The material below holds pictures; leave them out, and copy exactly, and only, the lines from the one with "Identify the location" through the last.

..........

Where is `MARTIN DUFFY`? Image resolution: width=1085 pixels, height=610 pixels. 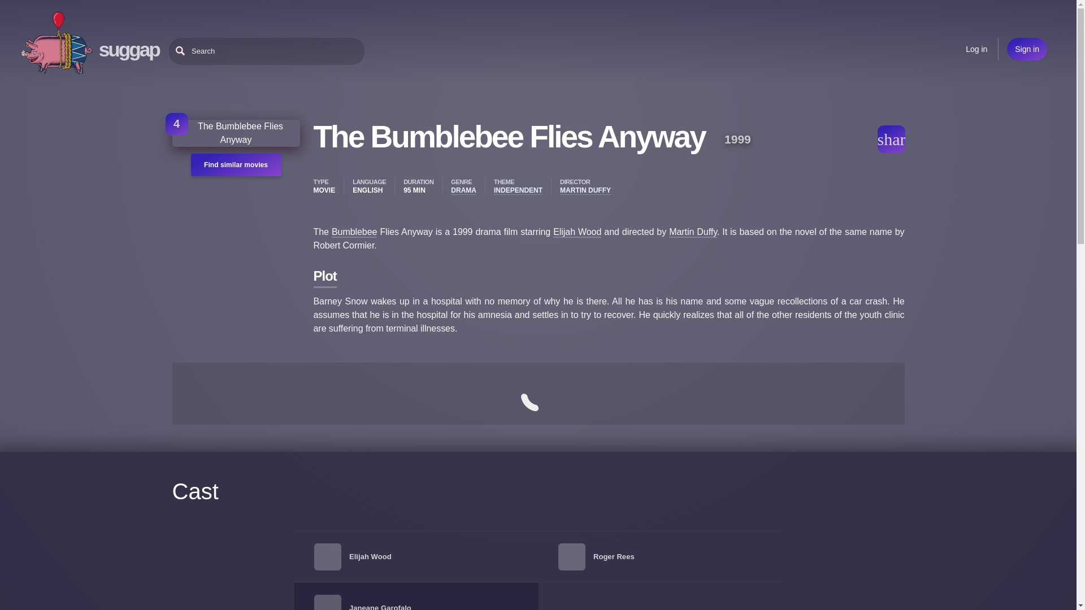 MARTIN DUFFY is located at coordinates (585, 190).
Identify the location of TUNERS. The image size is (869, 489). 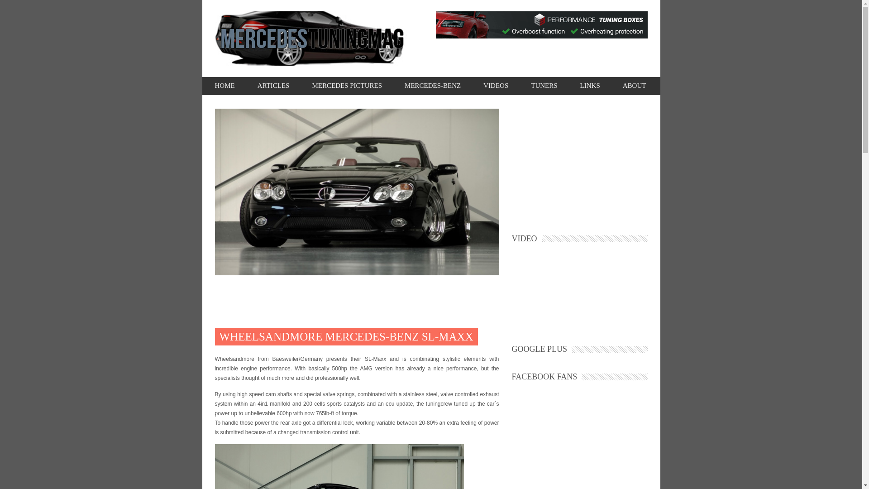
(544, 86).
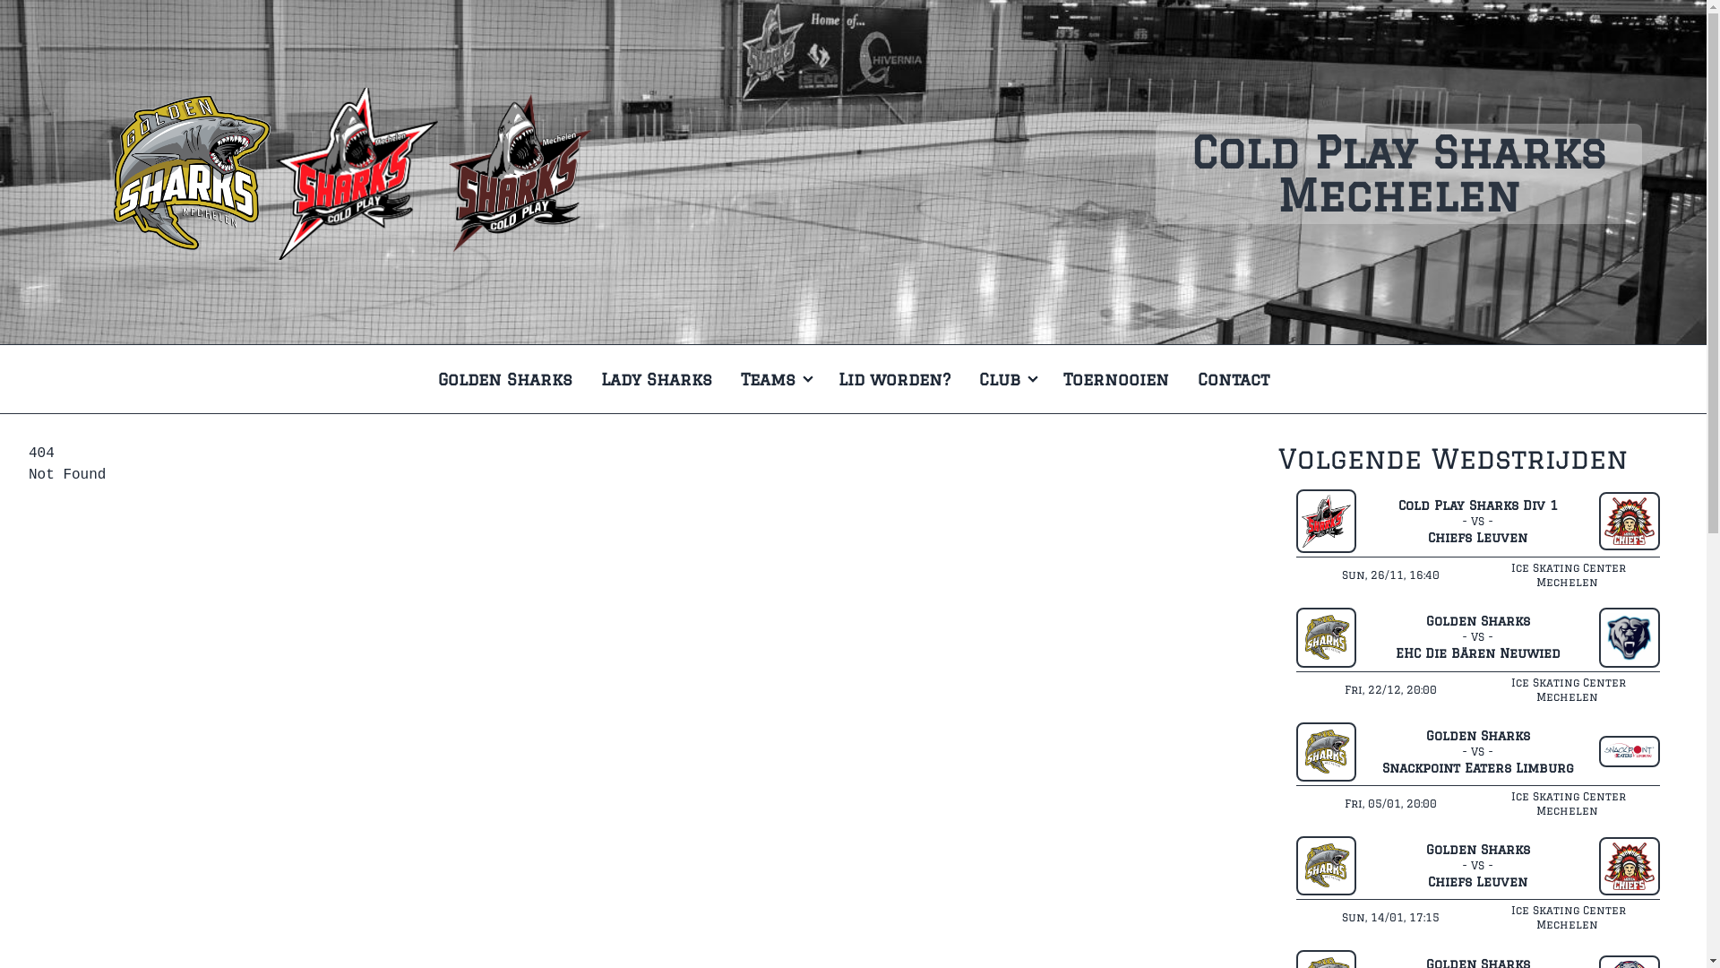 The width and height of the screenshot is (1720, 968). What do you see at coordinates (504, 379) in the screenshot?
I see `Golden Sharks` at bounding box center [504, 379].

..........

(YOUR RESPONSE)
Identify the location of TUNERS. The image size is (869, 489). 
(544, 86).
 The width and height of the screenshot is (1720, 968). What do you see at coordinates (504, 379) in the screenshot?
I see `Golden Sharks` at bounding box center [504, 379].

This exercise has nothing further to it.